Time 01.November 2025
Twenty minutes before nuclear holocaust, filmed from various angles and through the eyes of various characters.

A House of Dynamite

And a complete paralysis of will at every level of the state apparatus, making Armageddon inevitable.
A House of Dynamite-Review
Yesterday I watched Kathryn Bigelow’s “A House of Dynamite”—a rare case of Hollywood liberals producing a good film.

Twenty minutes before nuclear holocaust, filmed from various angles and through the eyes of various characters—from soldiers at an Alaskan missile base to the President of the United States (an African American former basketball player—appreciate the irony!).

Civil servants preoccupied with their personal problems, a wimpy Secretary of Defense, a textbook “hawk”—the head of US Stratcom, a smart but helpless intellectual—the Deputy National Security Advisor, unsuccessfully trying to negotiate with the Russian Foreign Minister. A North Korea expert who shows up at a reenactment festival in Gettysburg just when she’s needed most. Bomber pilots, delivering vengeance to enemies—no matter who, it doesn’t matter to them.

And a complete paralysis of will at every level of the state apparatus, making Armageddon inevitable.

The Pentagon, according to Bloomberg, is extremely dissatisfied with the film, the plot of which is based on the idea that interceptor missiles launched from Alaska failed to prevent a nuclear strike on Chicago. The Missile Defense Agency, responsible for the $50 billion-plus ground-based interceptor system in Alaska and California, even issued a special memorandum arguing that the film’s doomsday scenario is untrue.

The agency is particularly concerned about the portrayal of US missile defense as ineffective, especially given President Donald Trump’s desire to spend tens of billions of dollars on missile defense, including his plans to build the Golden Dome system.

But even if the film was intended as a liberal critique of Trump’s plans, it turned out to be much more significant and profound. Its final frames make you realize that World War III is not just real, but practically inevitable.

This is partly due to the disproportionate scale of states’ military might compared to the scale of the individuals (and little people) appointed to wield that power.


TASK STATEMENT:
Word for word, restate each of the records below.
◆ ◆ ◆ ◆ ◆
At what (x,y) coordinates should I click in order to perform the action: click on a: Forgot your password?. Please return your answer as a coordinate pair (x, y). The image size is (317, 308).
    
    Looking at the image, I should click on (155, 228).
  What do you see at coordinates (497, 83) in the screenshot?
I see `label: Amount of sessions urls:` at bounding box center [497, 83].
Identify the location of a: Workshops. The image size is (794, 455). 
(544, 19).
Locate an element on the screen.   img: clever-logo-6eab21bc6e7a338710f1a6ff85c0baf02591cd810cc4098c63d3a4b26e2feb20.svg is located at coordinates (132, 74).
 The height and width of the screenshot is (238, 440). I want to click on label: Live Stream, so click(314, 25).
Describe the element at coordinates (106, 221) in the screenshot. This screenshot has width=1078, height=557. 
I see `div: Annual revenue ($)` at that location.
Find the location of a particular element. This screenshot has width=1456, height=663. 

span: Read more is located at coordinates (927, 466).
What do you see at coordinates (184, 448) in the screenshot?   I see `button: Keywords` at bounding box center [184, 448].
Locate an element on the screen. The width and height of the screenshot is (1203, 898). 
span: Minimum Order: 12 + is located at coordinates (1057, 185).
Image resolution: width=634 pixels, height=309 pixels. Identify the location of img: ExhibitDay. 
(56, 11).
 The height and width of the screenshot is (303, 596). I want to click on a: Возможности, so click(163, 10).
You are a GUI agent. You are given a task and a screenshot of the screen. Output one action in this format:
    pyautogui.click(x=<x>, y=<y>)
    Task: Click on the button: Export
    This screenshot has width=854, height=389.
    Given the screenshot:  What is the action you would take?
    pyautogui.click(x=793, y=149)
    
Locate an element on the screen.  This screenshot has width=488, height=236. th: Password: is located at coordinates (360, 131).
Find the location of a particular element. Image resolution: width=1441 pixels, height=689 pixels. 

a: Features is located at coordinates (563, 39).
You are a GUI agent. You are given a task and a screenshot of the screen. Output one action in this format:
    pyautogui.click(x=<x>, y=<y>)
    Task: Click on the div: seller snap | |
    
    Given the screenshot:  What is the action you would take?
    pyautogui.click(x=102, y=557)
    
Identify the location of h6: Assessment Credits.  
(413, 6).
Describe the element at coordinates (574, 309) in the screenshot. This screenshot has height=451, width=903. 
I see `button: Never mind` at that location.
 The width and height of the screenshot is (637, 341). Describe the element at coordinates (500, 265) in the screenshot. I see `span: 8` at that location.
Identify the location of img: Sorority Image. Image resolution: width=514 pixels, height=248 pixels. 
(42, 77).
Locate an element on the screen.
◆ ◆ ◆ ◆ ◆
RESULT OF THE TASK:
At what (x,y) coordinates should I click in order to perform the action: click on a: Forgot your password?. Please return your answer as a coordinate pair (x, y). The image size is (317, 308).
    
    Looking at the image, I should click on (155, 228).
  What do you see at coordinates (497, 83) in the screenshot?
I see `label: Amount of sessions urls:` at bounding box center [497, 83].
Identify the location of a: Workshops. The image size is (794, 455). 
(544, 19).
Locate an element on the screen.   img: clever-logo-6eab21bc6e7a338710f1a6ff85c0baf02591cd810cc4098c63d3a4b26e2feb20.svg is located at coordinates (132, 74).
 The height and width of the screenshot is (238, 440). I want to click on label: Live Stream, so click(314, 25).
Describe the element at coordinates (106, 221) in the screenshot. This screenshot has width=1078, height=557. 
I see `div: Annual revenue ($)` at that location.
Find the location of a particular element. This screenshot has width=1456, height=663. 

span: Read more is located at coordinates (927, 466).
What do you see at coordinates (184, 448) in the screenshot?   I see `button: Keywords` at bounding box center [184, 448].
Locate an element on the screen. The width and height of the screenshot is (1203, 898). 
span: Minimum Order: 12 + is located at coordinates (1057, 185).
Image resolution: width=634 pixels, height=309 pixels. Identify the location of img: ExhibitDay. 
(56, 11).
 The height and width of the screenshot is (303, 596). I want to click on a: Возможности, so click(163, 10).
You are a GUI agent. You are given a task and a screenshot of the screen. Output one action in this format:
    pyautogui.click(x=<x>, y=<y>)
    Task: Click on the button: Export
    This screenshot has width=854, height=389.
    Given the screenshot:  What is the action you would take?
    pyautogui.click(x=793, y=149)
    
Locate an element on the screen.  This screenshot has width=488, height=236. th: Password: is located at coordinates (360, 131).
Find the location of a particular element. Image resolution: width=1441 pixels, height=689 pixels. 

a: Features is located at coordinates (563, 39).
You are a GUI agent. You are given a task and a screenshot of the screen. Output one action in this format:
    pyautogui.click(x=<x>, y=<y>)
    Task: Click on the div: seller snap | |
    
    Given the screenshot:  What is the action you would take?
    pyautogui.click(x=102, y=557)
    
Identify the location of h6: Assessment Credits.  
(413, 6).
Describe the element at coordinates (574, 309) in the screenshot. This screenshot has height=451, width=903. 
I see `button: Never mind` at that location.
 The width and height of the screenshot is (637, 341). Describe the element at coordinates (500, 265) in the screenshot. I see `span: 8` at that location.
Identify the location of img: Sorority Image. Image resolution: width=514 pixels, height=248 pixels. 
(42, 77).
Locate an element on the screen.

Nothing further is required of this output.